Besides all this, it is certain that Parmenides went on to describe how the other gods were born and how they fell, an idea which we know to be Orphic, and which may well have been Pythagorean. We shall come to it again in Empedokles. In Plato's Symposium, Agathon couples Parmenides with Hesiod as a narrator of ancient deeds of violence committed by the gods.[1] If Parmenides was expounding the Pythagorean theology, this is just what we should expect; but it seems hopeless to explain it on any of the other theories which have been advanced on the purpose of the Way of Belief.[2] Such things belong to theological speculation, and not to the beliefs of "the many." Still less can we think it probable that Parmenides made up these stories himself to show what the popular view of the world really implied if properly formulated.
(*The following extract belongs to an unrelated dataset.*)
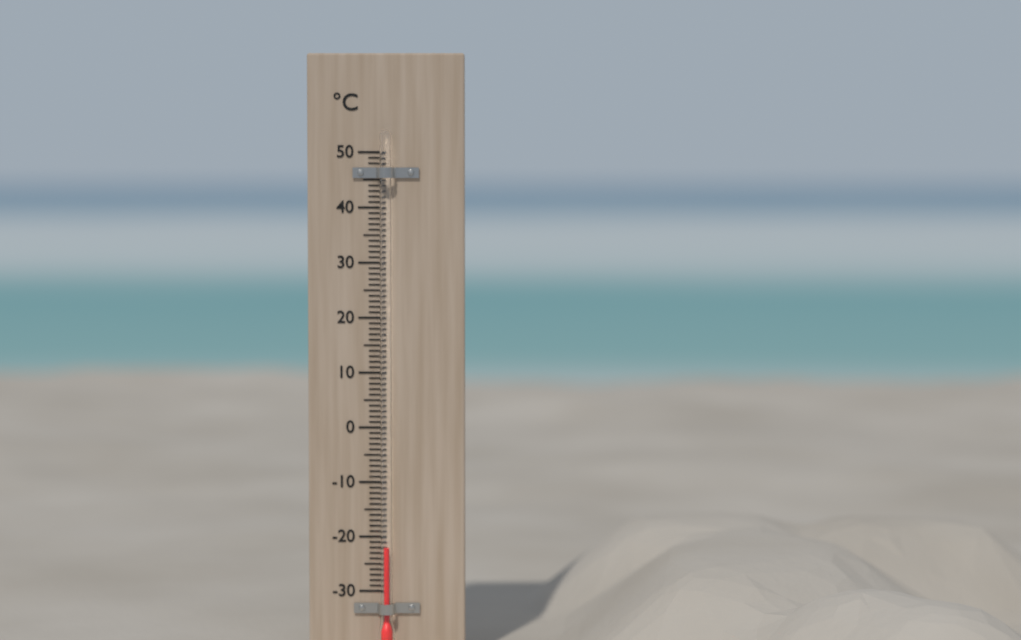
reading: -22 °C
We must ask, I think, that any theory shall account for what was evidently no inconsiderable portion of the poem.

95.Physiology. In describing the views of his contemporaries, Parmenides was obliged, as we see from the fragments, to say a good deal about physiological matters. Like everything else, man was composed of the warm and the cold, and death was caused by the removal of the warm. Some curious views with regard to generation were also stated. In the first place, males came from the right side and females from the left. Women had more of the warm and men of the cold, a view we shall find Empedokles contradicting.[3] It is the proportion of the warm and cold in men that deter-

    remarkable confirmation of the view that the Δόξα of Parmenides was Pythagorean. If, as Achilles says, the poet Ibykos of Rhegion had anticipated Parmenides in announcing this discovery, that is to be explained by the fact that Rhegion became for a time, as we shall see, the chief seat of the Pythagorean school.

  1. Plato, Symp. 195 c 1. It is implied that these παλαιὰ πράγματα were πολλὰ καὶ βίαια, including ἐκτομαί and δεσμοί. The Epicurean criticism of this is partially preserved in Philodemos, De pietate, p. 68, Gomperz; and Cicero, De nat. d. i. 28 (Dox. p. 534; R. P. 126 b).
  2. For these theories, see § 90.
  3. For all this, see R. P. 127 a, with Arist. De part. an. B, 2. 648 a 28; De gen. an. Δ, I. 765 b 19.